Toronto Star

Ridiculous sums up this defeat

- BRUCE ARTHUR SPORTS COLUMNIST

You can howl about the second-base Zapruder film, and you can spend forever there, if you like. You can swear that Rougned Odor’s cleated foot slipped all the way off the bag, just enough, amid the splash of dirt and slow-motion physics. Some Toronto Blue Jays officials watched video and believed Odor, the young man torturing this already tortured city, was out. They were not alone.

But upon review Odor was called safe, rather than the third out of the 14th inning. Two pitches later he was the winning run in an operatic 6-4 Texas Rangers win in Game 2 of this best-offive American League Division Series. You can howl, but you would be wrong, and it’s not what really mattered anyway. An 0-2 deficit may doom Toronto’s glorious, magic-carpet season, and you could almost hear the city wail. But the call was at best a Rorschach test, and at worst, correct.

“What defines definitive?” said Toronto centre fielder Kevin Pillar, who was only one of several angry Jays. “I thought it passed the eye test. That’s my opinion on it. I know we don’t have all the angles . . . I know a lot of people are going to see with their heart, but I’m pretty sure I saw some daylight in there.”

“Was he off the bag, was he on the bag, I don’t know,” said first baseman Chris Colabello, who more or less had the game of his life, especially in the field. “The view we had, it looked like he came off, but you don’t know if his spikes are hanging on or whatever. One play like that, it’s not going to make a difference in a game. Obviously it’s going to stand out in a lot of people’s eyes, ’cause we’re out of the inning. But it’s just part of it.”

Here’s what I saw: From one lonely camera angle — not the one everybody screencapp­ed and circulated online like proof of conspiracy — you could actually see the far side of second base, and you could not see Odor’s spikes definitely leave the bag. Hell, shortstop Troy Tulowitzki said he wasn’t sure, and he applied the tag. You could not overturn that call. At least Toronto was sure Gretzky high-sticked Gilmour.

And faced with that reality, Jays manager John Gibbons left reliever LaTroy Hawkins in the game, even as his pitches were producing hard contact, to cap a day of decisions that went wrong. There was plenty that was ridiculous on this day, starting with a Vic Carapazza strike zone that shifted like a big wiggling amoeba, and that if put to paper would resemble the paintings my children produced around the age of three. It flustered Marcus Stroman in the first, and produced a Tulo- witzki strikeout in the 14th that was absurd. Jays catcher Russell Martin said, “if that was a regular-season game, I’m pretty sure there’s a pretty good chance I’m getting thrown out of that game.”

But the strike zone was a jellyfish for everyone, and it was the Jays who couldn’t hold onto fly balls or foul tips or a bad throw in the first inning, which led to a second Texas run. It was the Jays who couldn’t hold a 4-3 lead in the eighth. And it was the Jays who got two hits be- tween the fifth inning and the 14th, one of which left the infield. After Josh Donaldson’s first-inning home run — his cinematic, come-backfrom-a-knee-to-the-head home run — Toronto’s No. 2 to No. 5 hitters went 1-for-21 This monster-hitting team didn’t hit, and dropped to 16-61 when they score four runs or less.

A great team, at its best, plays through a wobbly strike zone, and one bad call in 14 innings. A great team, at its best, has enough. Donaldson and Jose Bautista each crushed balls that hooked just foul, and Edwin Encarnacio­n hit one 391 feet to centre field, but baseball isn’t a nearly game. You do it or you don’t. Through the anger, they knew that.

“We had so many chances,” said Martin. “We didn’t come through. You can’t really blame the umpire.”

“We’ve lost these games, not anyone else for us,” said Jose Bautista. “Have these been the easiest games to play? Perhaps not. But we could’ve won if we’d played better.”

The Jays are a great team, without a doubt, even after these two debacles. But right now, they are not at their best. They will go to Texas without killer left-handed reliever Brett Cecil, limping on a torn calf, and with no margin for error. “I told the guys, we just need to get on the 11-game winning streak,” said Martin, a smile on his face. “We’ll be fine. We’ve done it before.”

The season deserves to be kept alive. Baseball isn’t fair, but you still have to play.

 ?? STEVE RUSSELL/TORONTO STAR ?? The Jays’ Kevin Pillar tosses his bat in frustratio­n after striking out against the Rangers during Game 2 ALDS action Friday afternoon.
STEVE RUSSELL/TORONTO STAR The Jays’ Kevin Pillar tosses his bat in frustratio­n after striking out against the Rangers during Game 2 ALDS action Friday afternoon.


ABOUT THIS EXERCISE
All entries below are to be set down again, identical to the source.

GIVEN RECORDS
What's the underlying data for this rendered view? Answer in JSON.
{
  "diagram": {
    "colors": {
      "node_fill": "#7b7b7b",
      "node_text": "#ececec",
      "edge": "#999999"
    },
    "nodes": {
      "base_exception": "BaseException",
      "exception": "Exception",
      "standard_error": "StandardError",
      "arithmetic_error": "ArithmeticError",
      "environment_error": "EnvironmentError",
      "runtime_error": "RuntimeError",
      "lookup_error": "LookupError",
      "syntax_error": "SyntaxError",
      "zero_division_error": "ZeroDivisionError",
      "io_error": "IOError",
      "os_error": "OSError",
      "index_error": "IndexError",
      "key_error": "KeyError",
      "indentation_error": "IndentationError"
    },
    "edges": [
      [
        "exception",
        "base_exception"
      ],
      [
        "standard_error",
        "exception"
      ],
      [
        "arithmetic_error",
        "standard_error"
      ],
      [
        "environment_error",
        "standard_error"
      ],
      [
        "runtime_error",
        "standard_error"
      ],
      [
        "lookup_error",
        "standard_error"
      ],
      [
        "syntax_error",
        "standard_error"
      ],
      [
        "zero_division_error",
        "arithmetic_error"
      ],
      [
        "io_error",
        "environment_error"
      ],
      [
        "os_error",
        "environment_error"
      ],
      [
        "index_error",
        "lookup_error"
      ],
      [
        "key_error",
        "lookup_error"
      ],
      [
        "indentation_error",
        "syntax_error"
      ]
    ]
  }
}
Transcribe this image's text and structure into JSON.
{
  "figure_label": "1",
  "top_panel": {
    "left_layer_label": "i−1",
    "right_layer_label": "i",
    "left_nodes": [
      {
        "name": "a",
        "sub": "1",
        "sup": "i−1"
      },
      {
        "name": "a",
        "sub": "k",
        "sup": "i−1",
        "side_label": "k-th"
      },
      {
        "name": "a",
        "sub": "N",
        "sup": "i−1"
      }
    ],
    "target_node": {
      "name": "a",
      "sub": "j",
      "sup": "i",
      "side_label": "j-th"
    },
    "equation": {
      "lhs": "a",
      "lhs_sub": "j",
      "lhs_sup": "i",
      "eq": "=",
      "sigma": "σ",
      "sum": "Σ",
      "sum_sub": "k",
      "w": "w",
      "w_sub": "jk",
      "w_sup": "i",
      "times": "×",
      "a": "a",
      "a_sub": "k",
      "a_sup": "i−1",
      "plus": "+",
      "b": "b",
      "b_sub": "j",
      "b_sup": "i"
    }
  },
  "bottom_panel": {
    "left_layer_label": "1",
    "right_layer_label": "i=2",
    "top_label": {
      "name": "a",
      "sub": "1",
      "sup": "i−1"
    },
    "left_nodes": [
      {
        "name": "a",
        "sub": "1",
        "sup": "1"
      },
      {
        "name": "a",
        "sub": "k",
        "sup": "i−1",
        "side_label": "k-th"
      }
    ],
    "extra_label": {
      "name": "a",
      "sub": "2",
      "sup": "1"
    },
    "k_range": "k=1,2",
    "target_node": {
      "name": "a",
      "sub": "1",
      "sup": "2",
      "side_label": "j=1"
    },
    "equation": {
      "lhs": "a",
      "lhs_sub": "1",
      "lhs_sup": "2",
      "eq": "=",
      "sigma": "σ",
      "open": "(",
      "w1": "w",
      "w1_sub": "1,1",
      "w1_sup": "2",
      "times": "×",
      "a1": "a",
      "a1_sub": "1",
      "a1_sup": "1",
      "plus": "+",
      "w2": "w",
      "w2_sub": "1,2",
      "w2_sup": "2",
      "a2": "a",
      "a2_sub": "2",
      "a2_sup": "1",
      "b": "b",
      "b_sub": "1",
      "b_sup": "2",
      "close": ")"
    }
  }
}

ANSWER FOR THE TASK
What's the underlying data for this rendered view? Answer in JSON.
{
  "diagram": {
    "colors": {
      "node_fill": "#7b7b7b",
      "node_text": "#ececec",
      "edge": "#999999"
    },
    "nodes": {
      "base_exception": "BaseException",
      "exception": "Exception",
      "standard_error": "StandardError",
      "arithmetic_error": "ArithmeticError",
      "environment_error": "EnvironmentError",
      "runtime_error": "RuntimeError",
      "lookup_error": "LookupError",
      "syntax_error": "SyntaxError",
      "zero_division_error": "ZeroDivisionError",
      "io_error": "IOError",
      "os_error": "OSError",
      "index_error": "IndexError",
      "key_error": "KeyError",
      "indentation_error": "IndentationError"
    },
    "edges": [
      [
        "exception",
        "base_exception"
      ],
      [
        "standard_error",
        "exception"
      ],
      [
        "arithmetic_error",
        "standard_error"
      ],
      [
        "environment_error",
        "standard_error"
      ],
      [
        "runtime_error",
        "standard_error"
      ],
      [
        "lookup_error",
        "standard_error"
      ],
      [
        "syntax_error",
        "standard_error"
      ],
      [
        "zero_division_error",
        "arithmetic_error"
      ],
      [
        "io_error",
        "environment_error"
      ],
      [
        "os_error",
        "environment_error"
      ],
      [
        "index_error",
        "lookup_error"
      ],
      [
        "key_error",
        "lookup_error"
      ],
      [
        "indentation_error",
        "syntax_error"
      ]
    ]
  }
}
Transcribe this image's text and structure into JSON.
{
  "figure_label": "1",
  "top_panel": {
    "left_layer_label": "i−1",
    "right_layer_label": "i",
    "left_nodes": [
      {
        "name": "a",
        "sub": "1",
        "sup": "i−1"
      },
      {
        "name": "a",
        "sub": "k",
        "sup": "i−1",
        "side_label": "k-th"
      },
      {
        "name": "a",
        "sub": "N",
        "sup": "i−1"
      }
    ],
    "target_node": {
      "name": "a",
      "sub": "j",
      "sup": "i",
      "side_label": "j-th"
    },
    "equation": {
      "lhs": "a",
      "lhs_sub": "j",
      "lhs_sup": "i",
      "eq": "=",
      "sigma": "σ",
      "sum": "Σ",
      "sum_sub": "k",
      "w": "w",
      "w_sub": "jk",
      "w_sup": "i",
      "times": "×",
      "a": "a",
      "a_sub": "k",
      "a_sup": "i−1",
      "plus": "+",
      "b": "b",
      "b_sub": "j",
      "b_sup": "i"
    }
  },
  "bottom_panel": {
    "left_layer_label": "1",
    "right_layer_label": "i=2",
    "top_label": {
      "name": "a",
      "sub": "1",
      "sup": "i−1"
    },
    "left_nodes": [
      {
        "name": "a",
        "sub": "1",
        "sup": "1"
      },
      {
        "name": "a",
        "sub": "k",
        "sup": "i−1",
        "side_label": "k-th"
      }
    ],
    "extra_label": {
      "name": "a",
      "sub": "2",
      "sup": "1"
    },
    "k_range": "k=1,2",
    "target_node": {
      "name": "a",
      "sub": "1",
      "sup": "2",
      "side_label": "j=1"
    },
    "equation": {
      "lhs": "a",
      "lhs_sub": "1",
      "lhs_sup": "2",
      "eq": "=",
      "sigma": "σ",
      "open": "(",
      "w1": "w",
      "w1_sub": "1,1",
      "w1_sup": "2",
      "times": "×",
      "a1": "a",
      "a1_sub": "1",
      "a1_sup": "1",
      "plus": "+",
      "w2": "w",
      "w2_sub": "1,2",
      "w2_sup": "2",
      "a2": "a",
      "a2_sub": "2",
      "a2_sup": "1",
      "b": "b",
      "b_sub": "1",
      "b_sup": "2",
      "close": ")"
    }
  }
}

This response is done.